Before starting for the mountains we wandered hither and thither over the plain of Dhofar for some days, visiting sites of ruins, and other places of interest, and greatly admired the rich cultivation we saw around us, and the capacity of this plain for producing cotton, indigo, tobacco, and cereals. Water is on the surface in stagnant pools, or easily obtainable everywhere by digging shallow wells which are worked by camels, sometimes three together, and so well trained, that at the end of the walk they turn by themselves as soon as they hear the splash of the water into the irrigation channel, and then they walk back to fill the skin bucket again. The cocoanut-palm grows admirably here, and we had many refreshing draughts of the water contained in the nuts during our hot rides; and in pools beneath the trees the fibre of the nuts is placed to rot for making ropes, giving out an odour very similar to that of the flax-pits in the north of Ireland.
Between Capes Risout and Merbat we found the sites of ruined towns of considerable extent in no less than seven different points, though at the two capes where now is the only anchorage, there are no ruins to be seen, proving, as we afterwards verified for ourselves, that anchorage of a superior nature existed in the neighbourhood in antiquity, which has since become silted up, but which anciently must have afforded ample protection for the boats which came for the frankincense trade. At Takha, as we shall presently see, there was a very extensive and deep harbour, running a considerable distance inland, which with a little outlay of capital could easily be restored.
After a close examination of these ruined sites, there can be no doubt that those at spots called now Al Balad and Robat, about two miles east of the wali's residence, formed the ancient capital of this district. We visited them on Christmas Day, and were much struck with their extent. The chief ruins, those of Al Balad, are by the sea, around an acropolis some 100 feet in height. This part of the town was encircled by a moat still full of water, and in the centre, still connected with the sea, but almost silted up, is a tiny harbour. The ground is covered with the remains of Mohammedan mosques, and still more ancient Sabæan temples, the architecture of which—namely, the square columns with flutings at the four corners, and the step-like capitals—at once connects them architecturally with the columns at Adulis on the Red Sea, those of Koloe and Aksum in Abyssinia, and those described by M. Arnaud at Mariaba in Yemen.
In some cases these are decorated with intricate patterns, one of which is formed by the old Sabæan letters [Symbol: See page image] and X, which may possibly have some religious import. After seeing the ruins of Adulis and Koloe and the numerous temples or tombs with four isolated columns, no doubt can be entertained that the same people built them.
As at Adulis and Koloe there were no inscriptions which could materially assist us; this may be partly accounted for by the subsequent Mohammedan occupation, when the temples were converted into mosques, but besides this the nature of the stone employed at all these places would make it very difficult to use it for inscribing letters: it is very coarse, and full of enormous fossils.
This town of Al Balad by the sea is connected by a series of ruins with another town two miles inland, now called Robat, where the ground for many acres is covered with ancient remains; big cisterns and water-courses are here cut in the rock, and standing columns of the same architectural features are seen in every direction.
With the aid of Sprenger's 'Alte Geographie Arabiens,' the best guide-book the traveller can take into this country, there is no difficulty in identifying this ancient capital of the frankincense country as the Μαντειον Ἀρτἑμιδος of Claudius Ptolemy. This name is obviously a Greek translation of the Sabæan for some well-known oracle which anciently existed here, not far, as Ptolemy himself tells us, from Cape Risout. This name eventually became Zufar, from which the modern name of Dhofar is derived. In a.d. 618 the town was destroyed and Mansura built, under which name the capital was known in early Mohammedan times. Various Arab geographers also assist us in this identification. Yakut, for example, tells us how the Prince of Zufar had the monopoly of the frankincense trade, and punished with death any infringement of it. Ibn Batuta says that 'half a day's journey east of Mensura is Alakhaf, the abode of the Addites,' probably referring to the site of the oracle and the last stronghold of the ancient cult.
Sprenger sums up the evidence of old writers by saying that the town of Zufar and the later Mansura must undoubtedly be the ruins of Al Balad. Thus, having assured ourselves of the locality of the ancient capital of the frankincense country—for no other site along the plain has ruins which will at all compare in extent and appearance with those of Al Balad—we shall, as we proceed on our journey, find that other sites fall easily into their proper places, and an important verification of ancient geography and an old-world centre of commerce has been obtained.
The ruins at Al Balad and Robat were last inhabited during the Persian occupation, about the time of the Crusades, 500 of the Hejira. They utilised the old Himyaritic columns to build their mosques. Some of the tombs have beautiful carving on them.
In the ruins of one temple the columns were elaborately carved with a kind of fleur-de-lis pattern, and the bases decorated with a floral design, artistically interwoven.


- REQUIREMENT
Each record below is to be copied word for word, with pictures removed.

*** Opening MATERIAL SUPPLIED ***

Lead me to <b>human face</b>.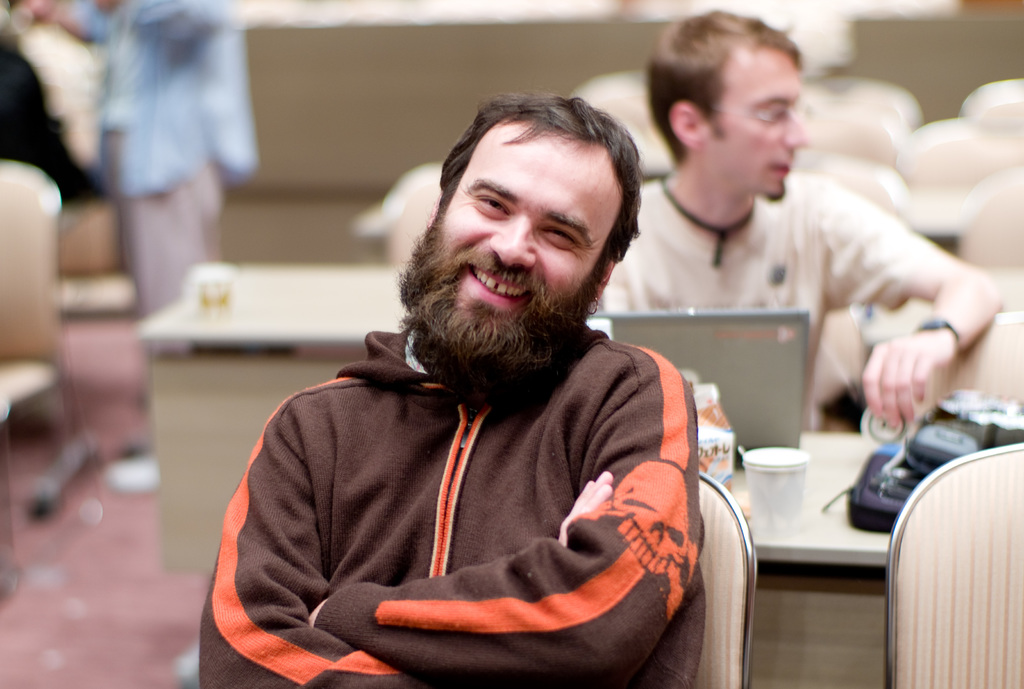
Lead to l=704, t=45, r=805, b=201.
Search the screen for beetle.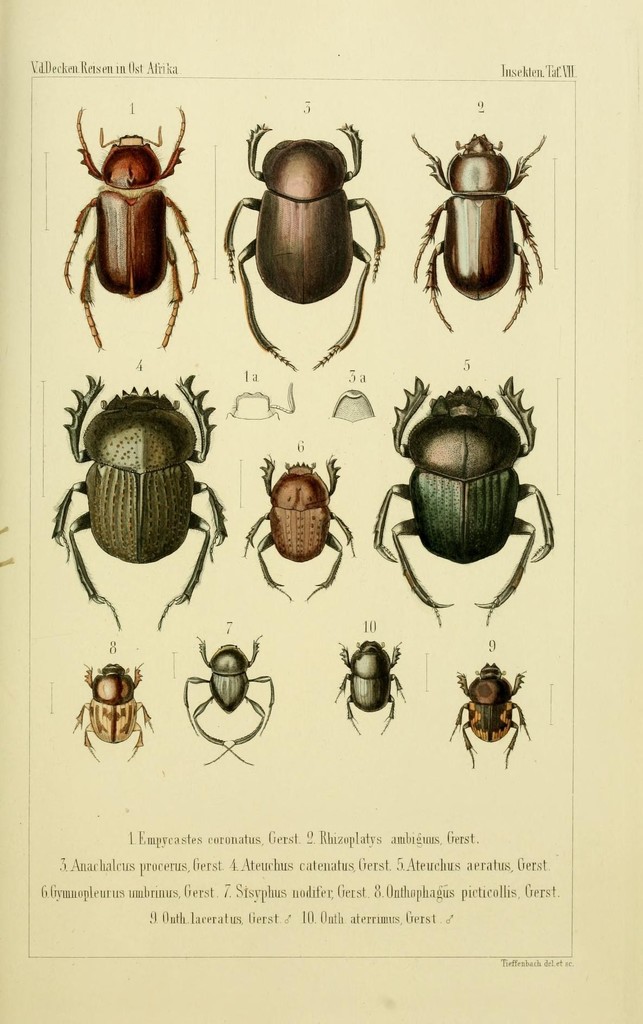
Found at (x1=237, y1=452, x2=361, y2=605).
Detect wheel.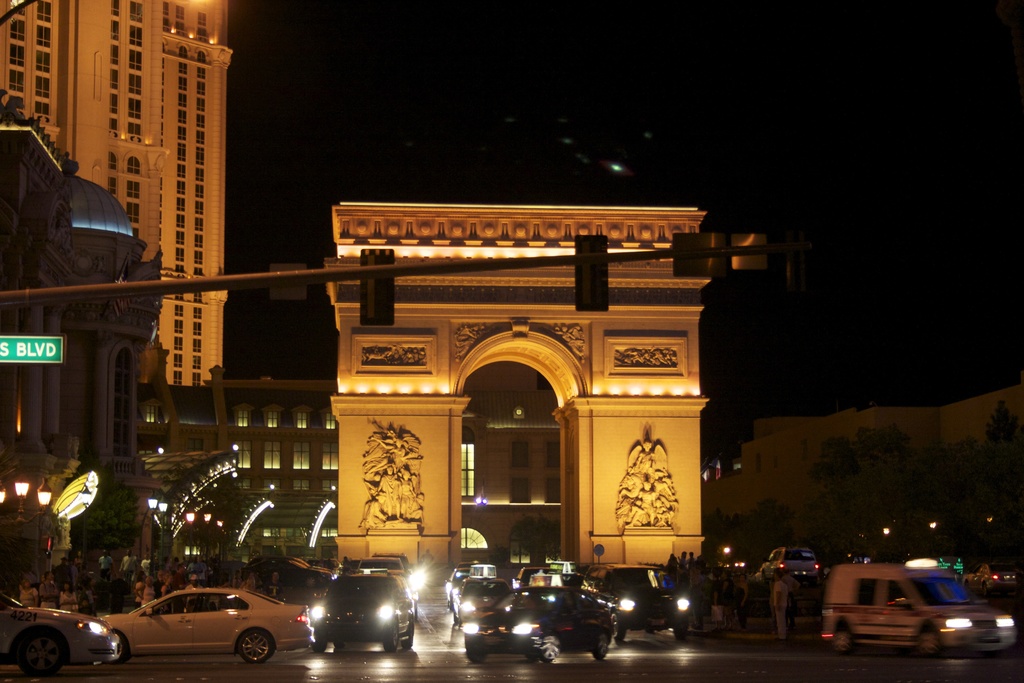
Detected at {"x1": 332, "y1": 641, "x2": 347, "y2": 649}.
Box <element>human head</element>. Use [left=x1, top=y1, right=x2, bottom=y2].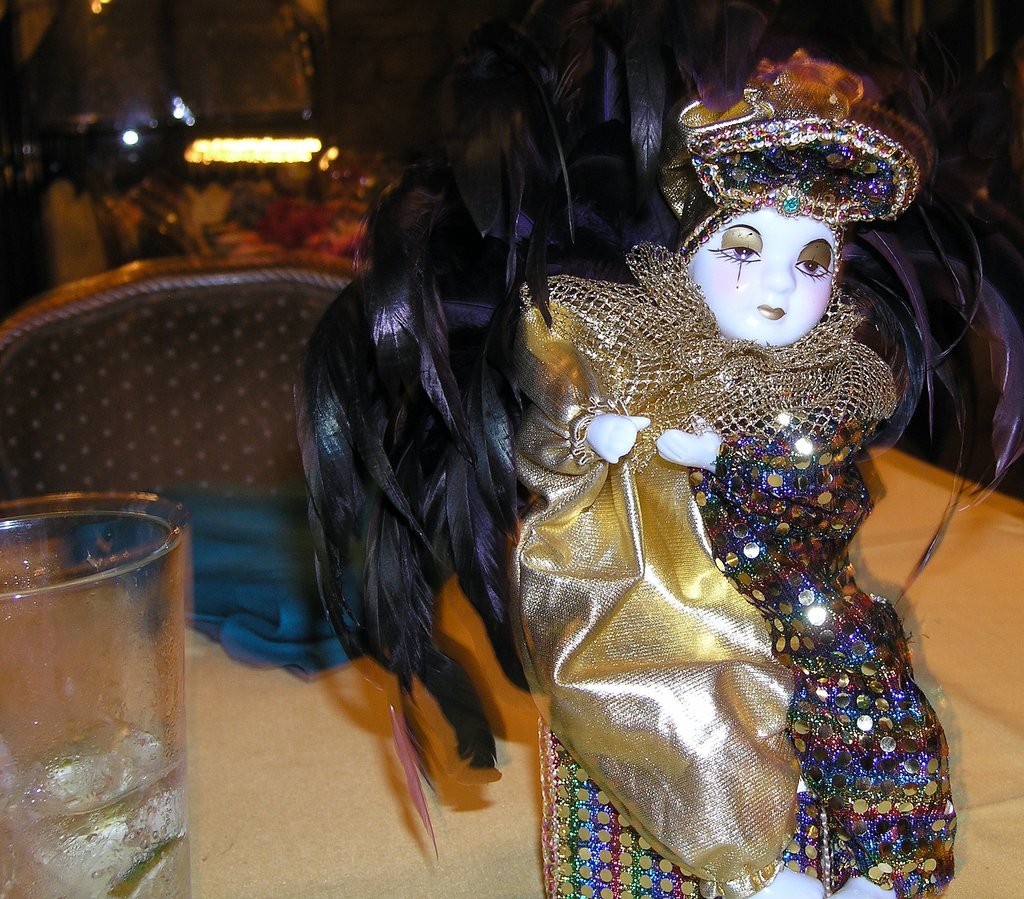
[left=665, top=161, right=875, bottom=340].
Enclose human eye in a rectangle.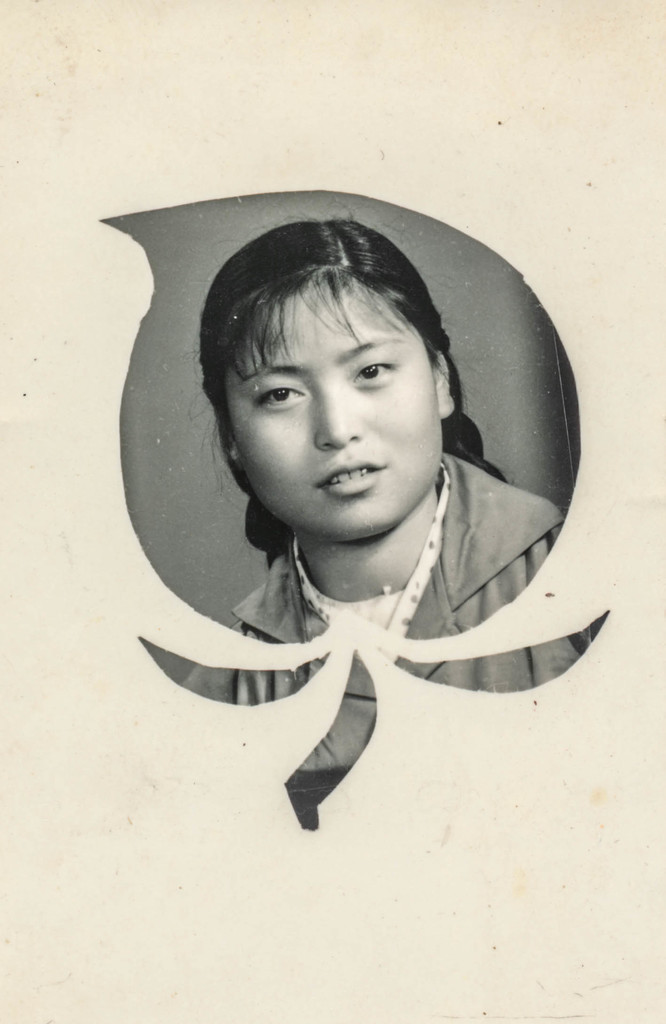
locate(252, 373, 305, 413).
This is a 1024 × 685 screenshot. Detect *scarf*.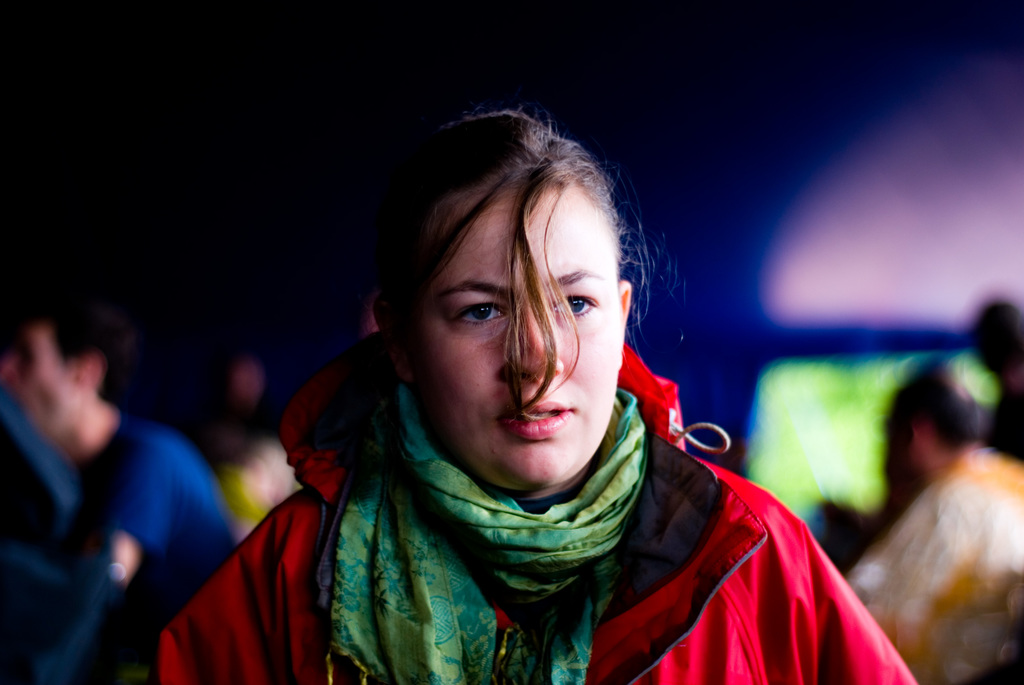
(319,377,654,684).
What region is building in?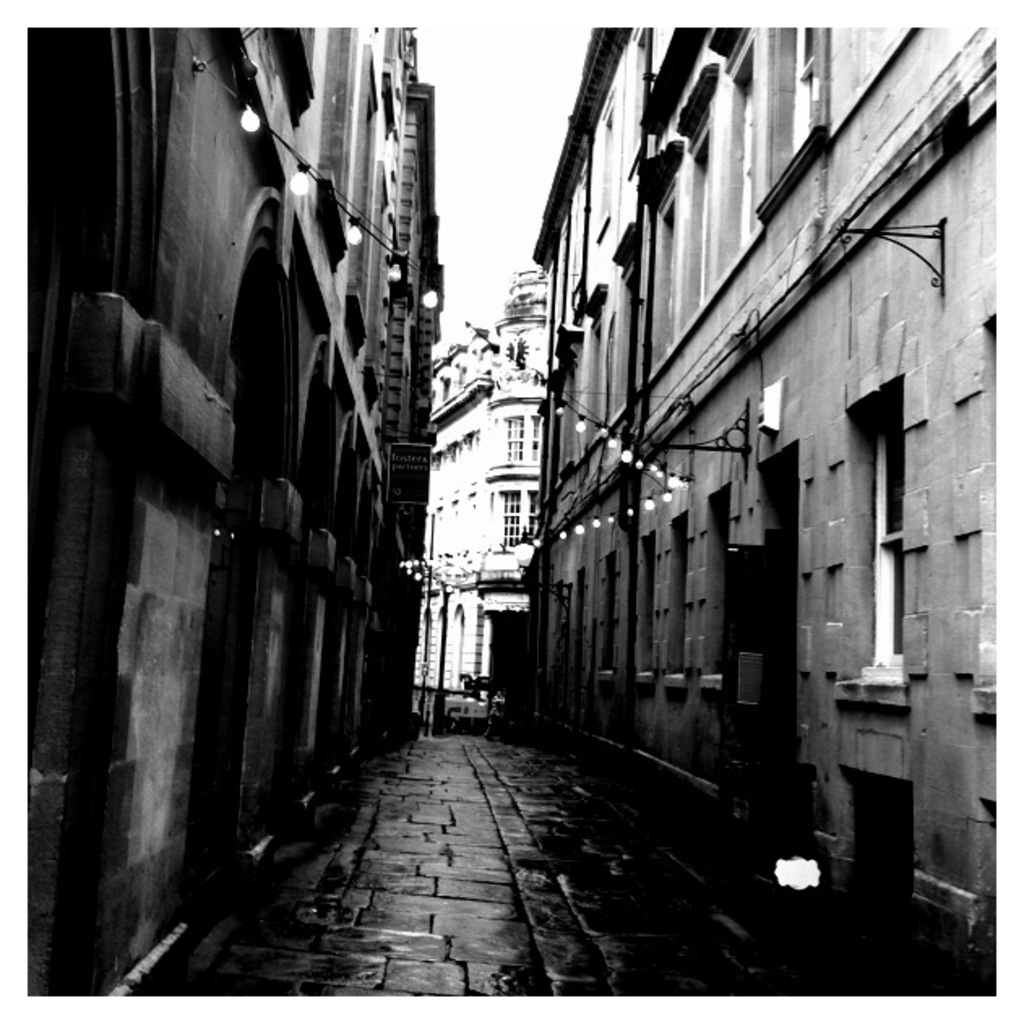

*** Closing MATERIAL SUPPLIED ***

- OUTPUT BELOW
Lead me to <b>human face</b>.
Lead to l=704, t=45, r=805, b=201.
Search the screen for beetle.
Found at (x1=237, y1=452, x2=361, y2=605).
Detect wheel.
Detected at {"x1": 332, "y1": 641, "x2": 347, "y2": 649}.
Box <element>human head</element>. Use [left=x1, top=y1, right=x2, bottom=y2].
[left=665, top=161, right=875, bottom=340].
Enclose human eye in a rectangle.
locate(252, 373, 305, 413).
This is a 1024 × 685 screenshot. Detect *scarf*.
(319,377,654,684).
What region is building in?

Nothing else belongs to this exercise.